Alyer Breau

Alyer Breau studied filmmaking and media production at Emerson College. His first independent documentary, PACKRAT: A DOCUMENTARY ABOUT HOARDING (2003), chronicled a family's struggle with obsessive-compulsive disorder and its manifestation in hoarding. Packrat screened on PBS and was featured at the American and Western Psychological Association annual conferences. Packrat was also listed on MarthaStewart.com as one of the top 100 reasons to "get rid of things."

 

After working on a number of music videos with companies such as DNA Productions and FM Rocks, he moved back to the East Coast and taught classes and workshops at Emerson College and Boston Film and Video Foundation. Breau became post-production program director at the Maine Media Workshops in Rockport, Maine, where he revitalized the post-production program, served as resident faculty, and wrote new editing and pre-production curriculum. He has edited a number of short films as well as the independent comedy, AN UZI AT THE ALAMO (2005), distributed by Echelon Entertainment. Breau also edited the first episode of HERE! FAMILY (2005) for the Here! Channel, helping to shape the series' voice.

 

He has worked as an artist-in-residence in New York public schools, has lectured on storytelling at the Center for Digital Imaging Art at Boston University and taught pre-production and editing at Maine Media College (formerly Rockport College.) He has also worked on commercial spots for Experian; Ballroom Dance Like a Star; Mommy and Me; and Bank of America.

 

He is currently developing his two scripts, FORGETTING DICK, a comedy about a gay man who wakes from a coma with amnesia, whose mother gets his family and entire hometown to convince him that he's straight; and SCHOOL SPIRIT, a comedy about an unpopular high-school girl who channels three dead cheerleaders back to life to become popular.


WHAT THE EXERCISE ASKS: Going through the data below, please show each line containing the string "Deals".

RECORD SET:
◇ ◇ ◇ ◇

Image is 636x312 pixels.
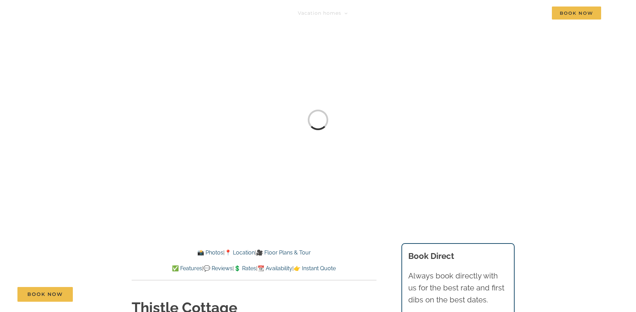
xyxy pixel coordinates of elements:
[27,291,63,297] span: Book Now
[420,11,455,15] span: Deals & More
[197,249,223,256] a: 📸 Photos
[552,7,602,20] span: Book Now
[294,265,336,271] a: 👉 Instant Quote
[256,249,311,256] a: 🎥 Floor Plans & Tour
[477,11,493,15] span: About
[298,6,602,20] nav: Main Menu
[409,251,454,261] b: Book Direct
[515,6,537,20] a: Contact
[172,265,202,271] a: ✅ Features
[258,265,293,271] a: 📆 Availability
[515,11,537,15] span: Contact
[409,270,508,306] p: Always book directly with us for the best rate and first dibs on the best dates.
[35,8,151,23] img: Branson Family Retreats Logo
[17,287,73,301] a: Book Now
[225,249,255,256] a: 📍 Location
[305,106,332,133] div: Loading...
[420,6,462,20] a: Deals & More
[363,6,404,20] a: Things to do
[132,264,377,273] p: | | | |
[363,11,398,15] span: Things to do
[204,265,233,271] a: 💬 Reviews
[298,11,341,15] span: Vacation homes
[477,6,500,20] a: About
[132,248,377,257] p: | |
[234,265,256,271] a: 💲 Rates
[298,6,348,20] a: Vacation homes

◇ ◇ ◇ ◇

THE ANSWER:
[420,11,455,15] span: Deals & More
[420,6,462,20] a: Deals & More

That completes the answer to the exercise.